Pastor William Carter said that on his Christmas vacation during his first year in college, he had become an expert on the birds and the bees. Biology was his major, and after a semester in the freshman class, he was certain that he knew more biology than most adults did in his hometown ... including his minister. A few days before Christmas, he stopped in to see his minister, who received him warmly and asked how he had fared in his first semester. “Okay,” he replied, avoiding the subject of his mediocre grades. But then he told his pastor, "I’ve come home with some questions.”
“Really?” the pastor replied. “Like what?”
“Like the virgin birth. I’ve taken a lot of biology, as you know,” which meant one semester in which he received a B-, “and I think this whole business of a virgin birth doesn’t make much sense to me. It doesn’t fit with what I have learned in biology class.”
“What’s the problem?” he asked.
“There had to be a father,” he announced. “Either it was Joseph or somebody else.”
His pastor looked at him with a coy smile and said, “How can you be so sure?”
“Oh, come on,” he said. “That’s not the way it works. There had to be a father.”
His pastor didn’t back down. Instead he said something that Carter said he’ll never forget: “So — why not God?”
Why not, indeed? The more we learn, the harder it is to swallow a lot of things that once seemed so palatable. Advent is a season of wonder and mystery. We tell our children stories at this time of year that we would never dare tell when it is warmer and there is more sunlight. The really wise child is the kid who knows how to shut his mouth even when he has a few doubts. But sometimes it is hard to do, especially when you have a whole four months of college behind you.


▶ [Task to complete] The whole listing must be printed again without any alteration.

▶ [Data to process]
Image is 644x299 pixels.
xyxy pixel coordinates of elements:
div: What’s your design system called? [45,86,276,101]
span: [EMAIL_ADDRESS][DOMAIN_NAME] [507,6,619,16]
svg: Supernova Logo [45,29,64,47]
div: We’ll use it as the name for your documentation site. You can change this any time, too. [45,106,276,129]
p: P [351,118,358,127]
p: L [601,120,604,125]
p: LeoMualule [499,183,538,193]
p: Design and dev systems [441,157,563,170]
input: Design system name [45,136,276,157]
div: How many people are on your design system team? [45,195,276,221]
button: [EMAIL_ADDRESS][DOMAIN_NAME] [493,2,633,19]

▶ [Answer to the problem]
Image is 644x299 pixels.
xyxy pixel coordinates of elements:
div: What’s your design system called? [45,86,276,101]
span: [EMAIL_ADDRESS][DOMAIN_NAME] [507,6,619,16]
svg: Supernova Logo [45,29,64,47]
div: We’ll use it as the name for your documentation site. You can change this any time, too. [45,106,276,129]
p: P [351,118,358,127]
p: L [601,120,604,125]
p: LeoMualule [499,183,538,193]
p: Design and dev systems [441,157,563,170]
input: Design system name [45,136,276,157]
div: How many people are on your design system team? [45,195,276,221]
button: [EMAIL_ADDRESS][DOMAIN_NAME] [493,2,633,19]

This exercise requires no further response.